[Work to complete] For this exercise, retype each line of the material below verbatim and omit any picture.

Segment Start: Dataset entries

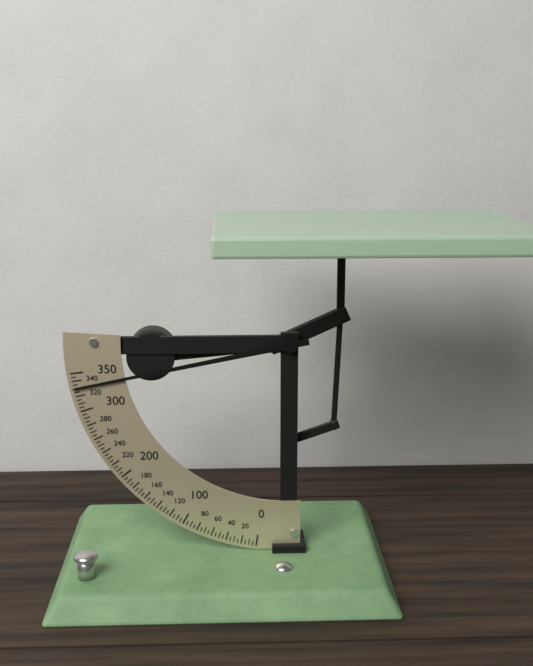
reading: 330 (no unit)
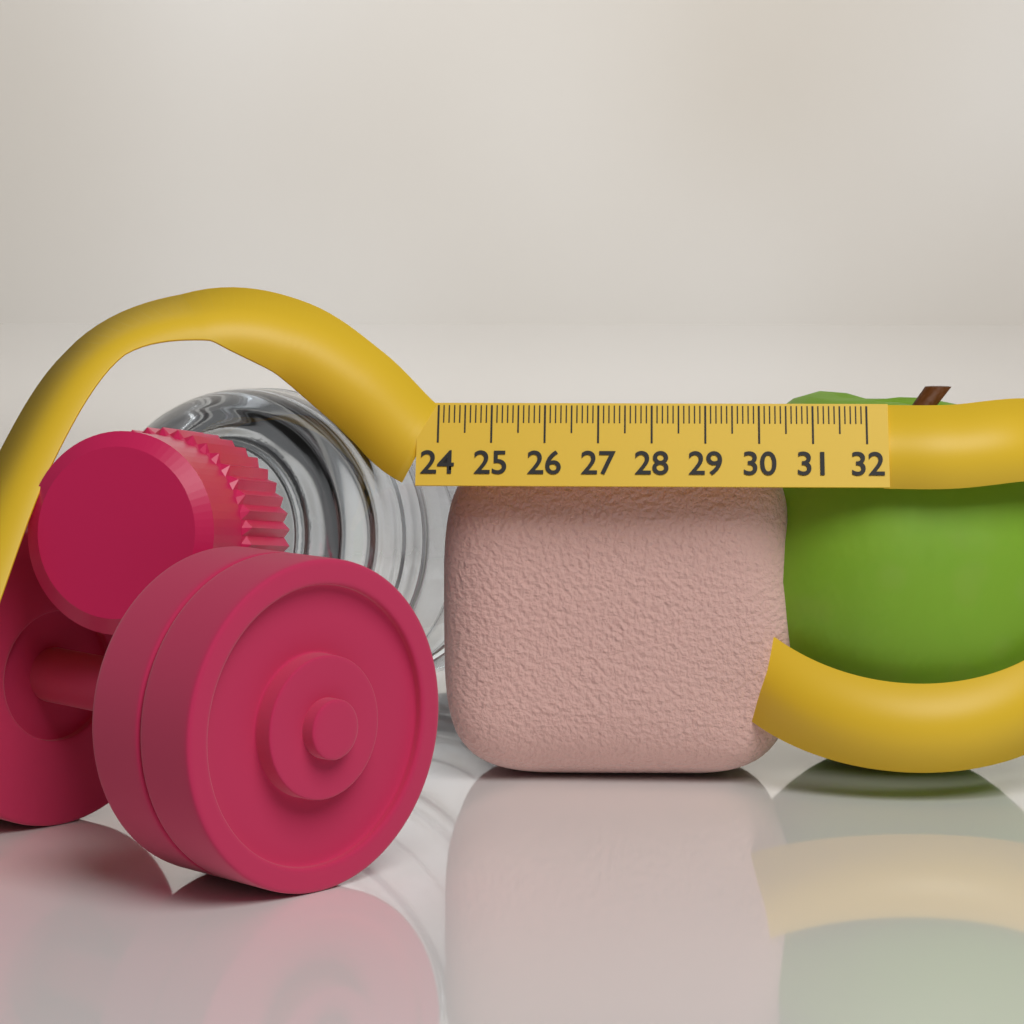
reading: 30.8 (no unit)
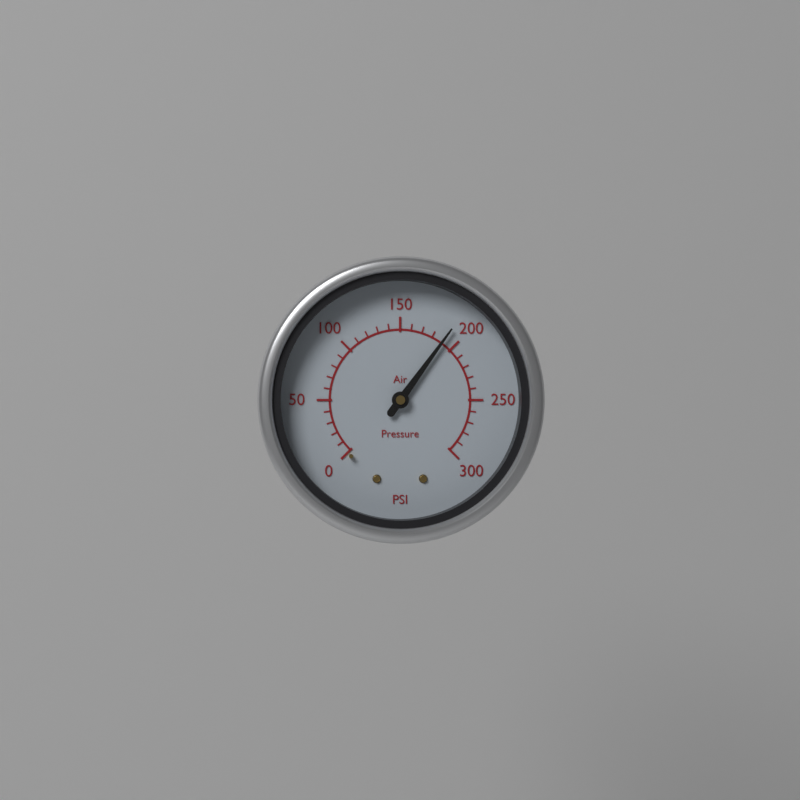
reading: 190 psi
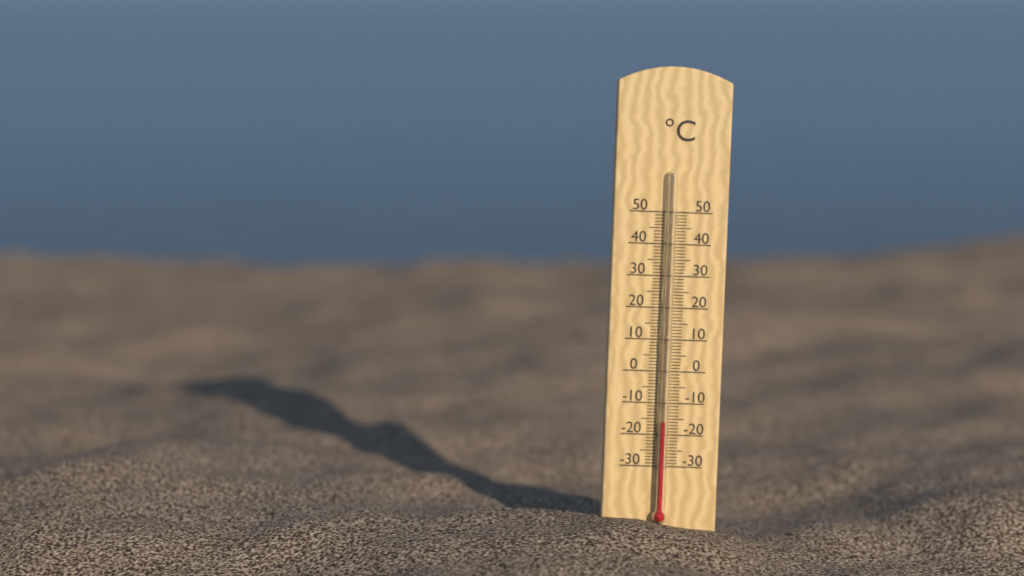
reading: -16 °C
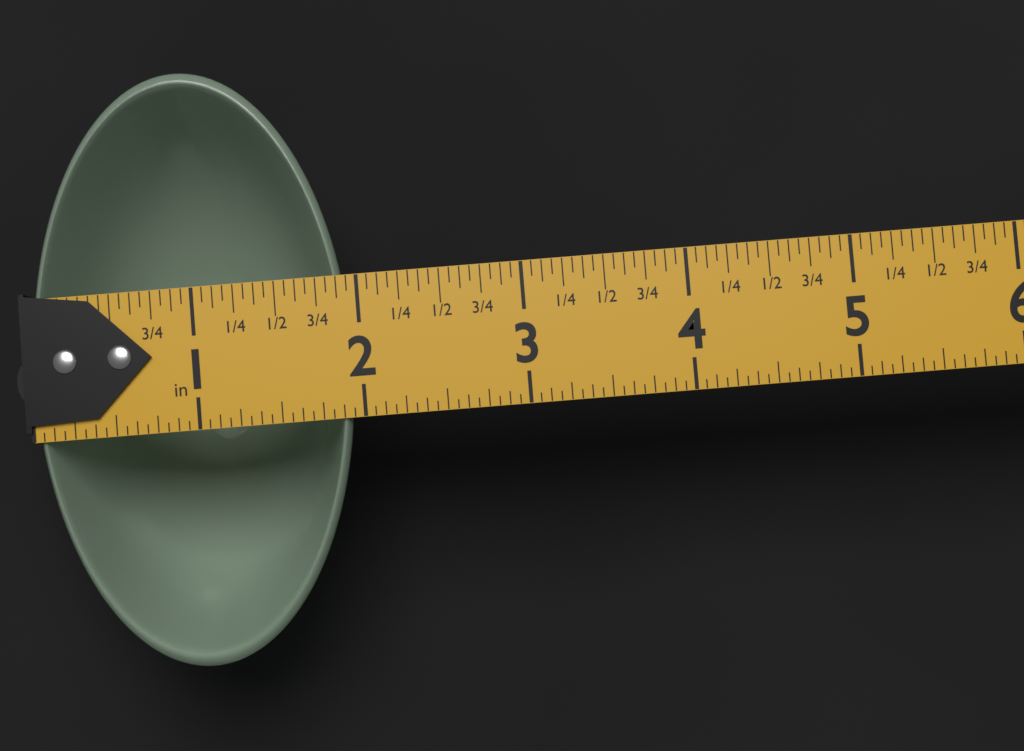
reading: 1.9375 in
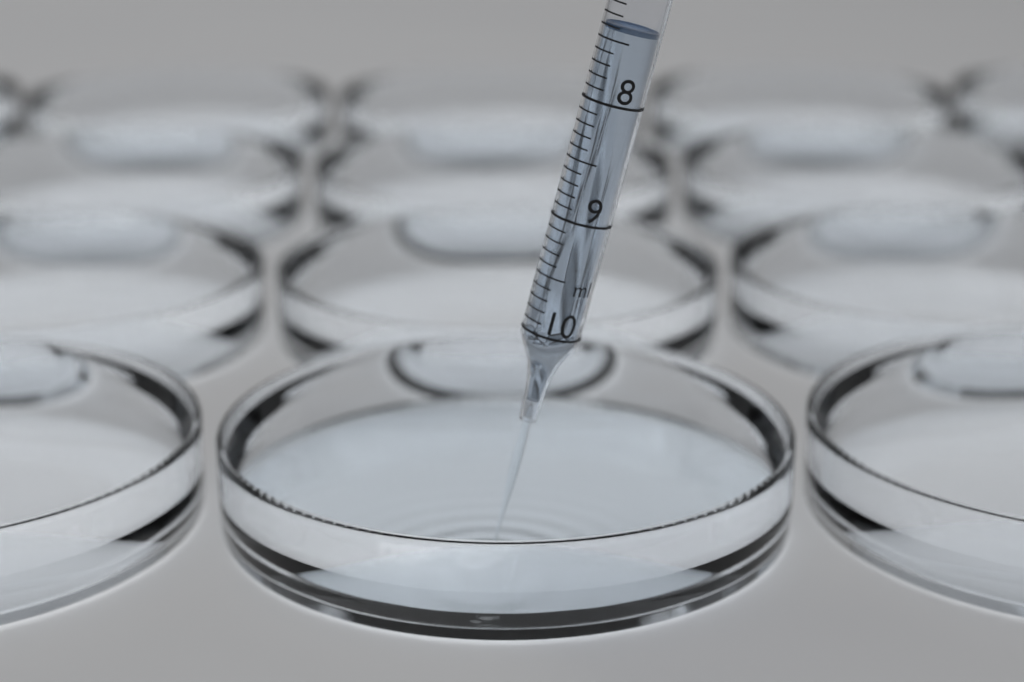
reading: 7.4 ml
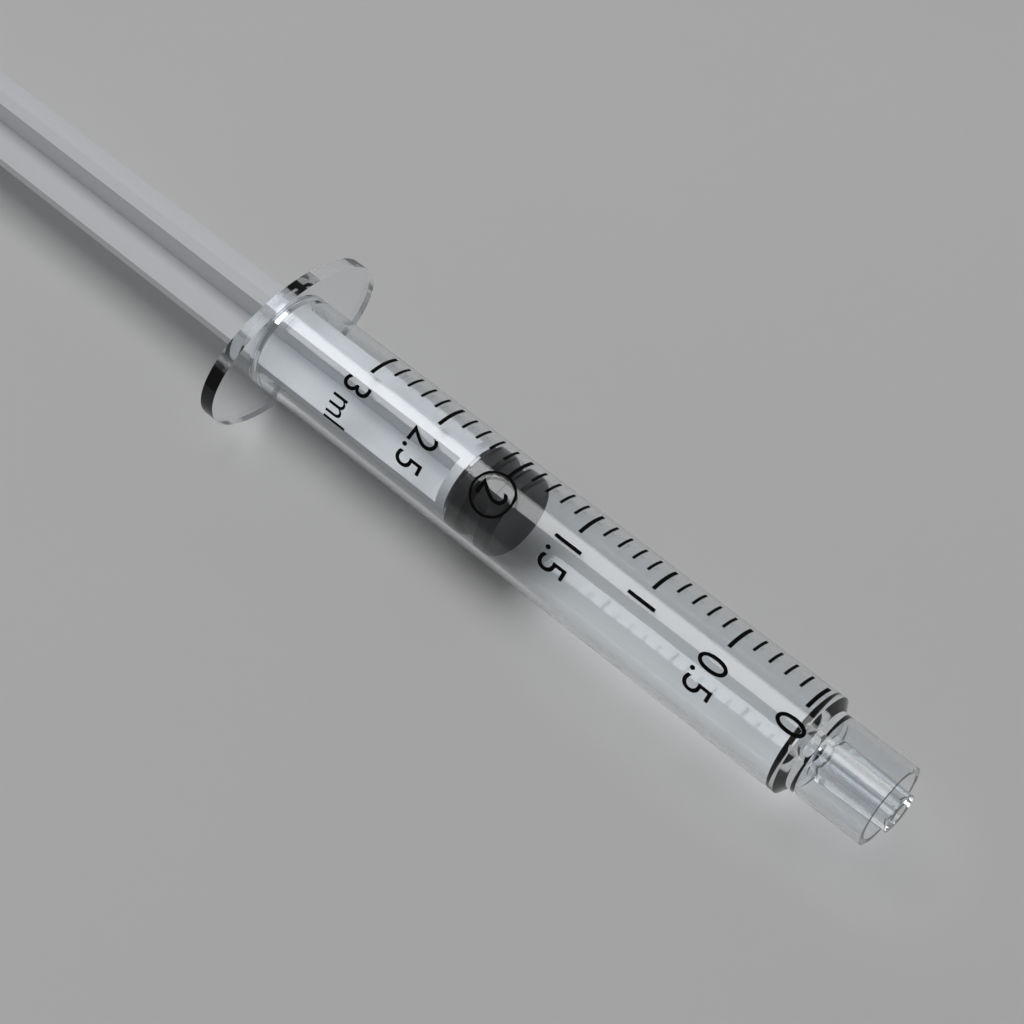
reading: 1.9 ml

Segment End: Dataset entries

[Exercise solution]
reading: 330 (no unit)
reading: 30.8 (no unit)
reading: 190 psi
reading: -16 °C
reading: 1.9375 in
reading: 7.4 ml
reading: 1.9 ml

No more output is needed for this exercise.